Letters to the Editor
We welcome your letters and opinions. We will edit when necessary. Include your name, address and phone number for verification. Mail them to Bay Weekly, P.O. Box 358, Deale, MD 20751 E-mail them to us at [email protected].
Your Say: A New Oyster for Our Bay?
Dear Bay Weekly:
First, I believe it is necessary to identify the problem and in a word, its pollution: sedimentary (mud), biological and chemical.
Second, the causes. Again in a word, its people. Tens of millions of people in the Chesapeake watershed are responsible for all three sources mentioned above.
Third and last: how to deal with it? We can both treat the problem as it exists, and we can prohibit the addition of more pollutants. Believe the latter will work? Neither do I. There is no way tens of millions of people will work diligently in concert to stop polluting. Make book on it!
People equal pollution, pure and simple. Look at the roads. Hours after they are cleaned up by pick-up crews, the litter abounds. No, Im afraid that approach is doomed. We need to clean up the mess again without the auspices of humans. The rapid decline of water quality in the Bay coincides with the decline in oysters. And oysters declined due to water quality: an endless cycle. Here again people are the cause, through over-harvesting and poisoning the water.
People are not going to be the solution, directly. It has to be oysters. But the native Virginia oyster is finished. It cant handle MSX, Dermo, sediment and dissolved poisons all at once. In spite of years of the best efforts of public and private organizations, the oyster population has slid to one percent (thats one percent) of its historic numbers, without a prayer of coming back, in spite of what you may hear.
But the savior in the wings may well be the Asian oyster, crassostrea ariakensis, which can handle the diseases that lay old C.Virginica low. They may also be better able to handle the human adversary as well, due to a more rapid growth rate. Ariakensis actually thrives in the dilute cesspool of the Chesapeake.
What are we waiting for? Sure, there have been mistakes in the past with ill-advised introductions of flora and fauna, but they were accidental or thoughtless occurrences. Foreign introduction does not necessarily mean trouble. Look at the ringneck pheasant, tulips, Japanese yews and countless more. These Asian oysters are a much needed introduction with little to lose and much to gain, since it appears to be the only viable way to clean up Bay water. The oysters of historic times filtered the volume of the entire Bay in a few days. Todays population couldnt filter a cove in a year.
Ideally, I would not entertain returning to commercial oystering for a considerable time after the waters clear if they ever do. No oyster industry will suffer because there is virtually none now and wont ever be without the better water that ariakensis can bring.
Its time to get off our collective duffs and take action while there is a chance to save the rest of the aquatic population of the Bay.
Thats my two cents, and I thank you.
Dave Gauntt, St. Leonard
If You Can Get Em, Freeze Em.
Dear Bay Weekly:
I was guided to your Bay Weekly Web site [www.bayweekly.com] through a general search of oyster. I am from South Carolina and love to eat my share of seafood, especially oysters. As you know, we cant get oysters year round. There are times even in warmer weather that I would really enjoy a good oyster stew. My question is, can canned oysters be frozen? I know they can, but in what condition will they be when thawed?
Larry Beavers: [email protected]
Editors reply: Shucked oysters freeze so well that they can be used in any recipe as well as eaten raw. Theyll be quite moist when thawed, so for some recipes theyll need drying on a paper towel.
Be sure when you freeze them to leave plenty of air space for expansion, about one-quarter of the height of the container in which youre freezing them. Canned raw oysters leave far less head room, so repackage before freezing.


YOUR INSTRUCTIONS. With images removed, transcribe each record exactly as it appears.

───── RECORDS SHOWN

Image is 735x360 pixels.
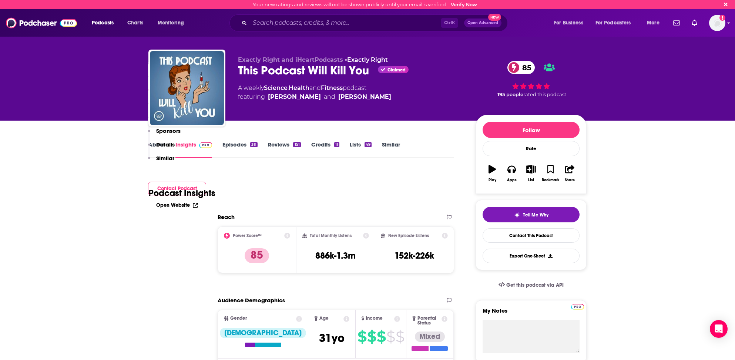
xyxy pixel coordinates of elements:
span: $ [367,331,376,343]
span: 195 people [497,92,523,97]
div: [PERSON_NAME] [268,93,321,101]
span: $ [357,331,366,343]
div: Apps [507,178,517,182]
span: Podcasts [92,18,114,28]
span: More [647,18,659,28]
span: Exactly Right and iHeartPodcasts [238,56,343,63]
button: Similar [148,155,174,168]
h2: Total Monthly Listens [310,233,352,238]
span: For Podcasters [595,18,631,28]
div: Rate [483,141,580,156]
span: Get this podcast via API [506,282,564,288]
div: 151 [293,142,300,147]
span: , [288,84,289,91]
button: Show profile menu [709,15,725,31]
img: User Profile [709,15,725,31]
span: Logged in as BretAita [709,15,725,31]
span: Parental Status [417,316,440,326]
button: Details [148,141,175,155]
button: Follow [483,122,580,138]
div: List [528,178,534,182]
span: Gender [230,316,247,321]
button: List [521,160,541,187]
a: Science [264,84,288,91]
h2: New Episode Listens [388,233,429,238]
div: Play [488,178,496,182]
span: Ctrl K [441,18,458,28]
h3: 152k-226k [394,250,434,261]
a: Similar [382,141,400,158]
a: Lists49 [350,141,372,158]
input: Search podcasts, credits, & more... [250,17,441,29]
a: Show notifications dropdown [689,17,700,29]
p: Details [156,141,175,148]
a: Show notifications dropdown [670,17,683,29]
div: [PERSON_NAME] [338,93,391,101]
span: For Business [554,18,583,28]
span: 31 yo [319,331,345,345]
span: featuring [238,93,391,101]
p: Similar [156,155,174,162]
button: Contact Podcast [148,182,206,195]
a: Exactly Right [347,56,388,63]
div: Search podcasts, credits, & more... [236,14,515,31]
button: open menu [591,17,642,29]
span: Claimed [387,68,406,72]
button: open menu [152,17,194,29]
div: 85 195 peoplerated this podcast [476,56,587,102]
a: Credits11 [311,141,339,158]
h3: 886k-1.3m [315,250,356,261]
img: Podchaser - Follow, Share and Rate Podcasts [6,16,77,30]
div: 49 [365,142,372,147]
button: Export One-Sheet [483,249,580,263]
p: 85 [245,248,269,263]
span: $ [396,331,404,343]
span: New [488,14,501,21]
a: Charts [122,17,148,29]
button: open menu [87,17,123,29]
a: Open Website [156,202,198,208]
a: Pro website [571,303,584,310]
svg: Email not verified [719,15,725,21]
span: • [345,56,388,63]
button: Play [483,160,502,187]
a: Reviews151 [268,141,300,158]
span: Open Advanced [467,21,498,25]
span: Monitoring [158,18,184,28]
div: Mixed [415,332,445,342]
button: Share [560,160,580,187]
img: This Podcast Will Kill You [150,51,224,125]
div: [DEMOGRAPHIC_DATA] [220,328,306,338]
button: Open AdvancedNew [464,19,501,27]
button: Apps [502,160,521,187]
button: open menu [642,17,669,29]
span: Income [366,316,383,321]
span: $ [386,331,395,343]
h2: Audience Demographics [218,297,285,304]
img: Podchaser Pro [571,304,584,310]
span: and [309,84,321,91]
span: 85 [515,61,535,74]
div: Bookmark [542,178,559,182]
span: rated this podcast [523,92,566,97]
div: Share [565,178,575,182]
a: Episodes311 [222,141,258,158]
div: Your new ratings and reviews will not be shown publicly until your email is verified. [253,2,477,7]
div: Open Intercom Messenger [710,320,728,338]
a: Contact This Podcast [483,228,580,243]
span: and [324,93,335,101]
span: Tell Me Why [523,212,548,218]
div: 11 [334,142,339,147]
a: Health [289,84,309,91]
button: open menu [549,17,592,29]
img: tell me why sparkle [514,212,520,218]
h2: Reach [218,214,235,221]
button: Bookmark [541,160,560,187]
div: 311 [250,142,258,147]
h2: Power Score™ [233,233,262,238]
span: Charts [127,18,143,28]
div: A weekly podcast [238,84,391,101]
a: Get this podcast via API [493,276,570,294]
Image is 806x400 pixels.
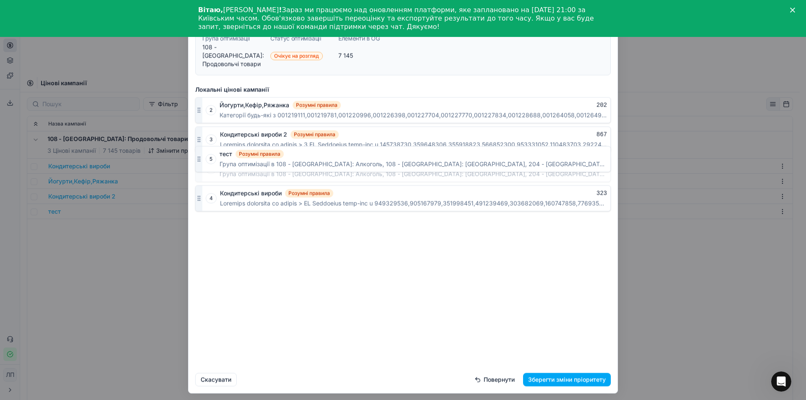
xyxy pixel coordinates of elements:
[220,170,794,177] font: Група оптимізації в 108 - [GEOGRAPHIC_DATA]: Алкоголь, 108 - [GEOGRAPHIC_DATA]: [GEOGRAPHIC_DATA]...
[220,189,282,197] button: Кондитерські вироби
[338,34,380,42] font: Елементи в OG
[201,376,231,383] font: Скасувати
[239,160,280,167] font: Розумні правила
[597,131,607,138] font: 867
[523,373,611,386] button: Зберегти зміни пріоритету
[220,189,282,196] font: Кондитерські вироби
[220,160,232,167] font: тест
[220,130,287,139] button: Кондитерські вироби 2
[597,190,607,196] font: 323
[220,101,289,109] button: Йогурти,Кефір,Ряжанка
[288,190,330,196] font: Розумні правила
[294,131,335,137] font: Розумні правила
[279,6,282,14] font: !
[209,107,212,113] font: 2
[209,195,213,201] font: 4
[338,52,353,59] font: 7 145
[274,52,319,59] font: Очікує на розгляд
[589,160,607,167] font: 5 753
[209,136,213,142] font: 3
[195,86,269,93] font: Локальні цінові кампанії
[209,165,212,172] font: 5
[484,376,515,383] font: Повернути
[469,373,520,386] button: Повернути
[220,131,287,138] font: Кондитерські вироби 2
[790,8,798,13] div: Закрити
[270,34,321,42] font: Статус оптимізації
[195,373,237,386] button: Скасувати
[223,6,279,14] font: [PERSON_NAME]
[771,372,791,392] iframe: Живий чат у інтеркомі
[202,43,264,67] font: 108 - [GEOGRAPHIC_DATA]: Продовольчі товари
[220,101,289,108] font: Йогурти,Кефір,Ряжанка
[528,376,606,383] font: Зберегти зміни пріоритету
[597,102,607,108] font: 202
[220,160,232,168] button: тест
[202,34,250,42] font: Група оптимізації
[198,6,594,31] font: Зараз ми працюємо над оновленням платформи, яке заплановано на [DATE] 21:00 за Київським часом. О...
[296,102,338,108] font: Розумні правила
[198,6,223,14] font: Вітаю,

──────────

RESPONSE BOX.
Image is 735x360 pixels.
xyxy pixel coordinates of elements:
span: $ [367,331,376,343]
span: 195 people [497,92,523,97]
div: [PERSON_NAME] [268,93,321,101]
span: $ [357,331,366,343]
div: Apps [507,178,517,182]
span: Podcasts [92,18,114,28]
span: More [647,18,659,28]
span: Exactly Right and iHeartPodcasts [238,56,343,63]
button: Similar [148,155,174,168]
h2: Total Monthly Listens [310,233,352,238]
span: For Podcasters [595,18,631,28]
div: Rate [483,141,580,156]
span: Get this podcast via API [506,282,564,288]
div: 151 [293,142,300,147]
span: , [288,84,289,91]
button: Show profile menu [709,15,725,31]
img: User Profile [709,15,725,31]
span: Logged in as BretAita [709,15,725,31]
span: Parental Status [417,316,440,326]
button: Details [148,141,175,155]
button: Follow [483,122,580,138]
div: List [528,178,534,182]
span: Gender [230,316,247,321]
button: List [521,160,541,187]
a: Science [264,84,288,91]
h2: New Episode Listens [388,233,429,238]
div: Play [488,178,496,182]
span: Ctrl K [441,18,458,28]
h3: 152k-226k [394,250,434,261]
a: Similar [382,141,400,158]
a: Lists49 [350,141,372,158]
input: Search podcasts, credits, & more... [250,17,441,29]
a: Show notifications dropdown [689,17,700,29]
p: Details [156,141,175,148]
a: Show notifications dropdown [670,17,683,29]
div: [PERSON_NAME] [338,93,391,101]
span: For Business [554,18,583,28]
span: 31 yo [319,331,345,345]
span: featuring [238,93,391,101]
p: Similar [156,155,174,162]
button: Contact Podcast [148,182,206,195]
a: Exactly Right [347,56,388,63]
div: Search podcasts, credits, & more... [236,14,515,31]
button: open menu [591,17,642,29]
span: Claimed [387,68,406,72]
button: open menu [152,17,194,29]
div: 85 195 peoplerated this podcast [476,56,587,102]
a: Credits11 [311,141,339,158]
h3: 886k-1.3m [315,250,356,261]
img: Podchaser - Follow, Share and Rate Podcasts [6,16,77,30]
div: 49 [365,142,372,147]
button: Export One-Sheet [483,249,580,263]
p: 85 [245,248,269,263]
span: $ [396,331,404,343]
span: New [488,14,501,21]
a: Charts [122,17,148,29]
button: open menu [87,17,123,29]
a: Open Website [156,202,198,208]
a: Pro website [571,303,584,310]
svg: Email not verified [719,15,725,21]
span: • [345,56,388,63]
button: Play [483,160,502,187]
a: Reviews151 [268,141,300,158]
span: Open Advanced [467,21,498,25]
span: Monitoring [158,18,184,28]
div: Mixed [415,332,445,342]
button: Share [560,160,580,187]
img: This Podcast Will Kill You [150,51,224,125]
div: [DEMOGRAPHIC_DATA] [220,328,306,338]
button: Open AdvancedNew [464,19,501,27]
button: Apps [502,160,521,187]
button: open menu [642,17,669,29]
span: Income [366,316,383,321]
span: $ [386,331,395,343]
h2: Audience Demographics [218,297,285,304]
img: Podchaser Pro [571,304,584,310]
span: and [309,84,321,91]
span: 85 [515,61,535,74]
div: Bookmark [542,178,559,182]
span: rated this podcast [523,92,566,97]
div: Share [565,178,575,182]
a: Episodes311 [222,141,258,158]
div: Your new ratings and reviews will not be shown publicly until your email is verified. [253,2,477,7]
div: Open Intercom Messenger [710,320,728,338]
a: Contact This Podcast [483,228,580,243]
span: and [324,93,335,101]
span: Tell Me Why [523,212,548,218]
div: 11 [334,142,339,147]
a: Health [289,84,309,91]
button: open menu [549,17,592,29]
img: tell me why sparkle [514,212,520,218]
h2: Reach [218,214,235,221]
button: Bookmark [541,160,560,187]
div: 311 [250,142,258,147]
h2: Power Score™ [233,233,262,238]
span: Charts [127,18,143,28]
div: A weekly podcast [238,84,391,101]
a: Get this podcast via API [493,276,570,294]
Image is 806x400 pixels.
xyxy pixel coordinates of elements:
[220,170,794,177] font: Група оптимізації в 108 - [GEOGRAPHIC_DATA]: Алкоголь, 108 - [GEOGRAPHIC_DATA]: [GEOGRAPHIC_DATA]...
[220,189,282,197] button: Кондитерські вироби
[338,34,380,42] font: Елементи в OG
[201,376,231,383] font: Скасувати
[239,160,280,167] font: Розумні правила
[597,131,607,138] font: 867
[523,373,611,386] button: Зберегти зміни пріоритету
[220,189,282,196] font: Кондитерські вироби
[220,160,232,167] font: тест
[220,130,287,139] button: Кондитерські вироби 2
[597,190,607,196] font: 323
[220,101,289,109] button: Йогурти,Кефір,Ряжанка
[288,190,330,196] font: Розумні правила
[294,131,335,137] font: Розумні правила
[279,6,282,14] font: !
[209,107,212,113] font: 2
[209,195,213,201] font: 4
[338,52,353,59] font: 7 145
[274,52,319,59] font: Очікує на розгляд
[589,160,607,167] font: 5 753
[209,136,213,142] font: 3
[195,86,269,93] font: Локальні цінові кампанії
[209,165,212,172] font: 5
[484,376,515,383] font: Повернути
[469,373,520,386] button: Повернути
[220,131,287,138] font: Кондитерські вироби 2
[790,8,798,13] div: Закрити
[270,34,321,42] font: Статус оптимізації
[195,373,237,386] button: Скасувати
[223,6,279,14] font: [PERSON_NAME]
[771,372,791,392] iframe: Живий чат у інтеркомі
[202,43,264,67] font: 108 - [GEOGRAPHIC_DATA]: Продовольчі товари
[220,101,289,108] font: Йогурти,Кефір,Ряжанка
[528,376,606,383] font: Зберегти зміни пріоритету
[597,102,607,108] font: 202
[220,160,232,168] button: тест
[202,34,250,42] font: Група оптимізації
[198,6,594,31] font: Зараз ми працюємо над оновленням платформи, яке заплановано на [DATE] 21:00 за Київським часом. О...
[296,102,338,108] font: Розумні правила
[198,6,223,14] font: Вітаю,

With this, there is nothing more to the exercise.